While I've happily used Scrivener to write books for nearly 15 years now, I suspect I'm going to eventually have to switch to writing Markdown files using some flavour of vi (currently neovim with plugins that provide syntax colourization and folding for Markdown files) and pandoc for final export. Unless Scriv's UI is stable version 4 will probably be a nope.

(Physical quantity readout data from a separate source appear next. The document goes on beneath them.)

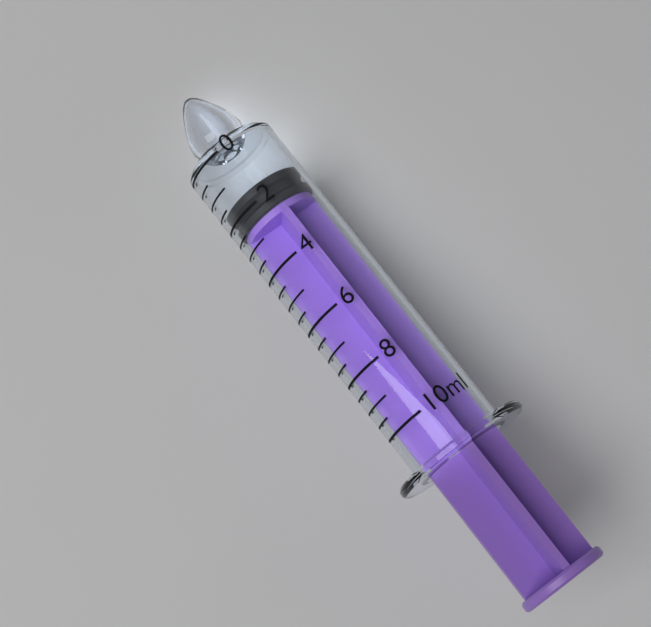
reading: 1.5 ml
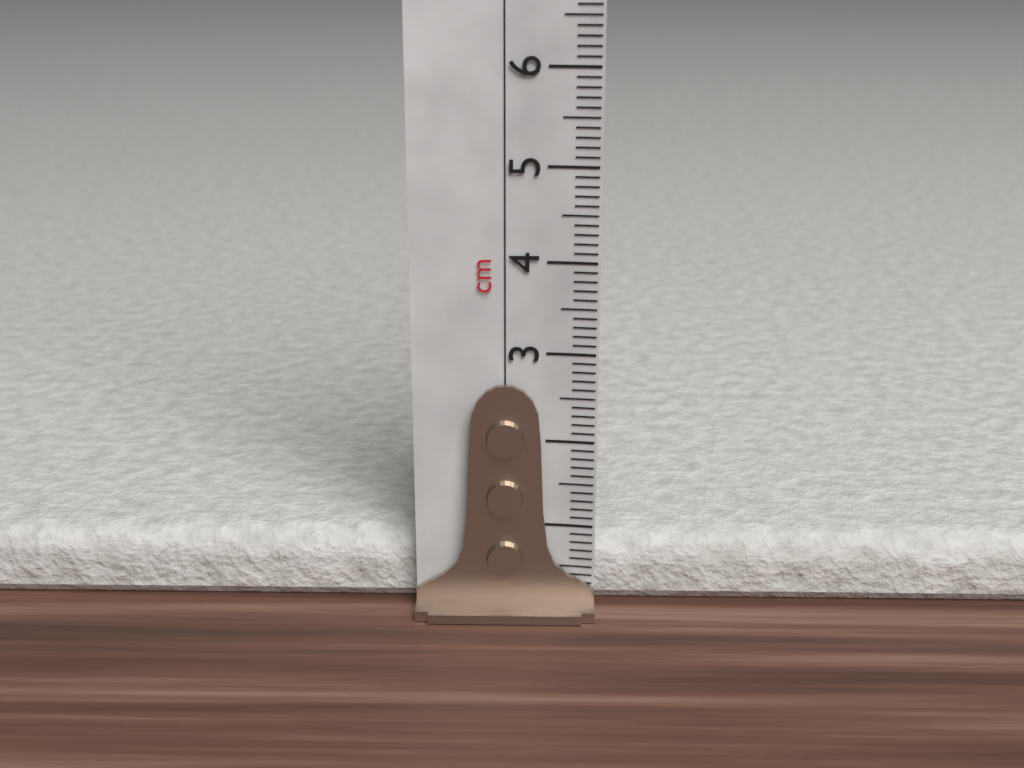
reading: 0.8 cm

(I used to use vim and the Perl POD toolchain for books, before Scriv. But publishers demand Word docs for change tracking.)

WordsByWesInk,
@WordsByWesInk@mstdn.social avatar

@cstross
Just in case you haven't seen this: there's a 3rd party Word plugin called Writage that imports and exports standard Markdown. It works reasonably well, though I haven't used it on anything novel-sized. And it's cheap at around US$30.

alex, to random

Editing a Google Doc with track changes on the iPad is trash. I went back to using the browser. Is this the best strategy, or do y'all power users have a better option?

WordsByWesInk,
@WordsByWesInk@mstdn.social avatar

@alex
The web experience with tracked changes is horrible, but it's infinitely better than the apps. My "better option" is using Word, but that's not always feasible with shared docs or if the keeping the formatting intact is important.

WordsByWesInk, to LLMs
@WordsByWesInk@mstdn.social avatar

New post: LLM-Generated Text Still Can’t Be Copyrighted
A federal judge ruled Friday that AI-generated art is not eligible for copyright. Here, I cover that ruling and speculate on how copyright protection for AI-generated work might eventually play out.
https://www.wordsbywes.ink/articles/tools/llm-generated-text-still-cant-be-copyrighted

@edibuddies

grammargirl, to random
@grammargirl@zirk.us avatar

If you're a freelancer or get paid on contract, which do you prefer? Being paid less quickly, or being paid more but painfully slowly?

I know it depends on how much more or less, but I'm curious. Do you even consider it with clients?

There's definitely a threshold over which I will grudgingly wait longer for payment, but it affects my enthusiasm. I think if I were choosing between two competing projects, I'd take the one that pays faster.

WordsByWesInk,
@WordsByWesInk@mstdn.social avatar

@grammargirl
I don't mind net30, and I luckily haven't had anyone ask for more than that yet, though I've worked with a university who seemed to think that net30 meant sending the paperwork to AP on day 30 to cut a check. More than net30 I think would make me balk.

I've heard of universities offering faster payment for a discount, and I'm not at all interested in that.

troublewithwords, to random
@troublewithwords@wandering.shop avatar

Not calling out anyone here, just heard it used in a lecture:

Penultimate does not mean "extra ultimate." It means one less than ultimate.

WordsByWesInk,
@WordsByWesInk@mstdn.social avatar

@troublewithwords
What does "extra ultimate" even mean? Is it like a twofer on the best product?

pc_bain, to FantasyWriters
@pc_bain@toot.wales avatar

Looking for editorial professionals on Mastodon?

For editors, see and @edibuddies @stetwalk.

For proofreaders, see .

For book indexers, see and .

Editors, indexers, proofreaders (ACES/CIEP/EFA/SI etc.), please say hello below. Then I’ll keep this toot pinned to help find each other. 🤓

WordsByWesInk,
@WordsByWesInk@mstdn.social avatar

@pc_bain @edibuddies @stetwalk
Hi Paula, thanks for posting this. I mainly do academic and technical editing, focusing on computer science, AI, ML, economics, finance, and related fields.

I also have a course on LaTeX for other academic editors.

WordsByWesInk, to edibuddies
@WordsByWesInk@mstdn.social avatar

New post: LaTeX Troubleshooting Tip: “Not in outer par mode”
A client came to me with a LaTeX puzzle. What were all of these "Not in outer par mode" errors?